[Opening Records provided section]

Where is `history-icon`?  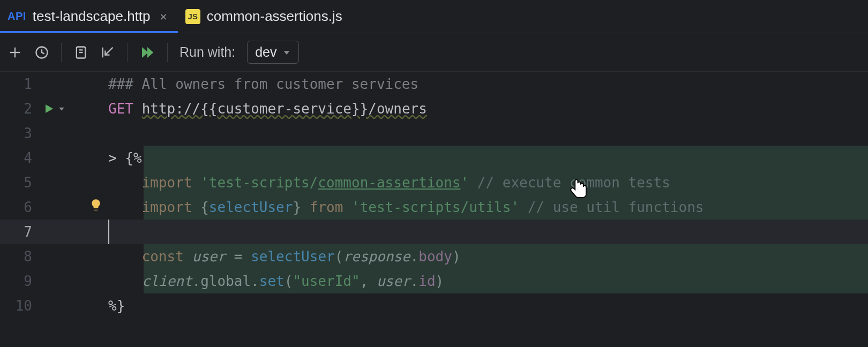
history-icon is located at coordinates (42, 52).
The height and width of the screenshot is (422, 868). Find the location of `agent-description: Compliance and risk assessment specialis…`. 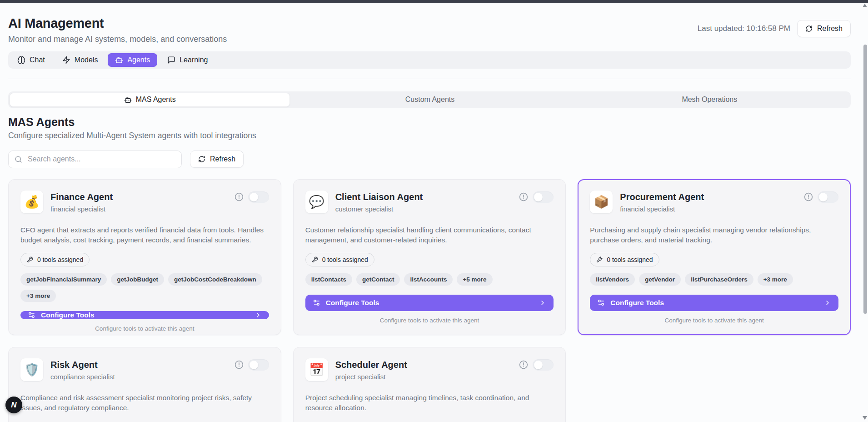

agent-description: Compliance and risk assessment specialis… is located at coordinates (145, 403).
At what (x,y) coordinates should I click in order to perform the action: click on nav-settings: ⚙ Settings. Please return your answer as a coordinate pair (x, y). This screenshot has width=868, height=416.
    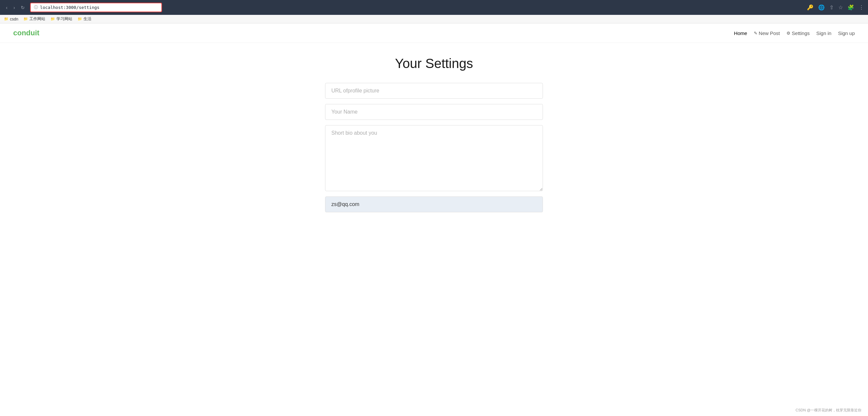
    Looking at the image, I should click on (798, 33).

[Closing Records provided section]

### Exercise directions
Output the full material exactly as given, without its pictures.

### Worked solution
Where is `history-icon`?  
history-icon is located at coordinates (42, 52).
The height and width of the screenshot is (422, 868). Find the location of `agent-description: Compliance and risk assessment specialis…`. 

agent-description: Compliance and risk assessment specialis… is located at coordinates (145, 403).
At what (x,y) coordinates should I click in order to perform the action: click on nav-settings: ⚙ Settings. Please return your answer as a coordinate pair (x, y). This screenshot has width=868, height=416.
    Looking at the image, I should click on (798, 33).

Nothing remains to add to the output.